Medinger has found some pro­vocative commonalities among his extensive community of long-haulers. “It’s a subject that’s quite sensitive to address for those with a history of ME/CFS, but we’re seeing a surprisingly high proportion of people who previously exhibited type A personalities,” he says. “And when you dig a bit more, they frequently have some history of significant prior physical or emotional trauma.”

He’s also noted that a disproportionate number of athletes and highly fit people have been affected. In an informal poll of 1,200 long-haulers, Medinger found that two-thirds had engaged in vigorous exercise at least three times a week before their ­COVID-19 infection.

“The patients I’ve disproportionately seen in the long-COVID program are those who spend a lot of time on cardio-based activities — marathon runners, people who are really into biking. Less frequently, I see patients who do more weightlifting or yoga types of exercise.”

This mirrors UCLA Health Long COVID Program director Nisha Viswanathan, MD’s experience. “Interestingly, the patients I’ve disproportionately seen in the long-COVID program are those who spend a lot of time on cardio-based activities — marathon runners, people who are really into biking. Less frequently, I see patients who do more weightlifting or yoga types of exercise.”

These anecdotes do not qualify as scientific data. But if they point toward an underlying vulnerability among highly fit, active, and driven types, what might be the cause?

“The thing that gives this theory merit is that there are downsides to being a type A personality and being an overexerciser in terms of immune function,” says Joel Evans, MD, director of the Center for Functional Medicine in Stamford, Conn. Whether physical or psychological, “stress decreases the efficiency of the immune system and could conceivably increase the likelihood of developing long COVID.”

Whether physical or psychological, “stress decreases the efficiency of the immune system and could conceivably increase the likelihood of developing long COVID.”

High levels of activity can also stress the autonomic nervous system (ANS), adds Medinger. The ANS controls bodily functions that aren’t consciously directed, such as breathing, heart rate, and digestion.

“When those autonomic systems are running in a high state of stress, it’s relatively easy for them to be tipped over into this dysregulated state,” he explains. Indeed, many long-COVID sufferers experience dysautonomic symptoms: a racing heart, shortness of breath, headaches, dizziness, and extreme fatigue.

This may also explain why prior trauma could increase one’s vulnerability to the illness. Medinger explored this in video interviews with clinical psychologist Sally Riggs, DClinPsy. Riggs also suffered from long COVID, but she found relief through an approach that included addressing past emotional trauma.

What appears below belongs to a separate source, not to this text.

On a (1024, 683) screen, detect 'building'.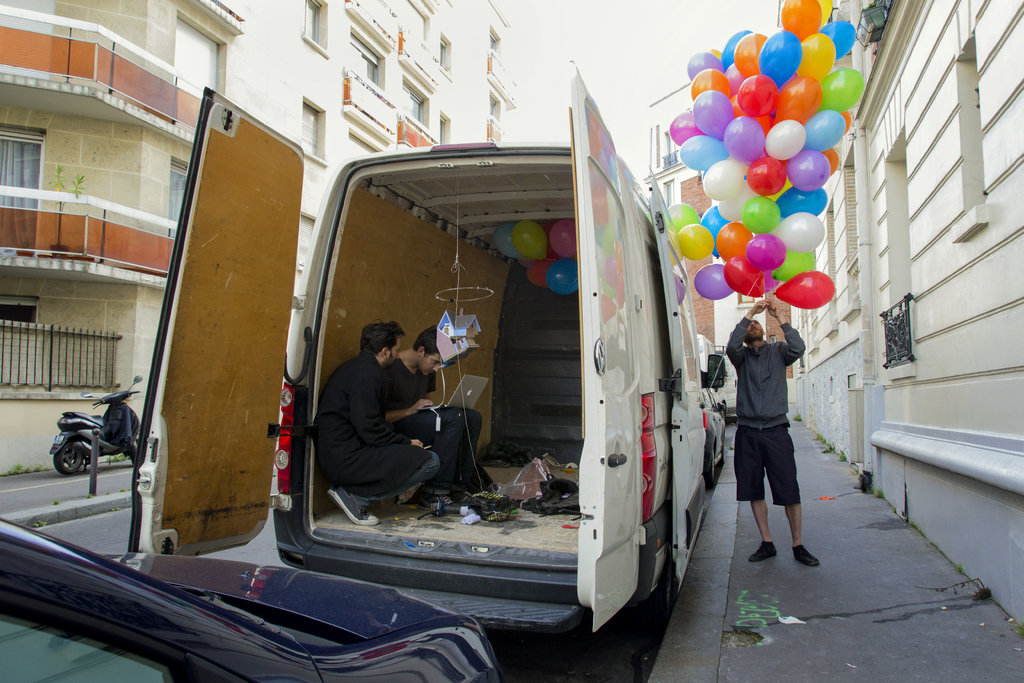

“If you’ve got prior trauma, especially in childhood, you find yourself existing in a constant state of sympathetic overdrive, because that has become familiar,” says Medinger. “Going into rest-and-digest mode actually feels uncomfortable, so you do stuff to keep yourself in fight-or-flight mode — hence the type A personality. You may think you’re living a healthy lifestyle, but your whole body is on a knife’s edge.

“Then this pandemic virus comes along and knocks you over the edge.”

This was excerpted from “How Long COVID Affects Your Ability to Exercise” which was published in the December 2022 issue of Experience Life.

Mo
Mo Perry

Mo Perry is an Experience Life contributing editor.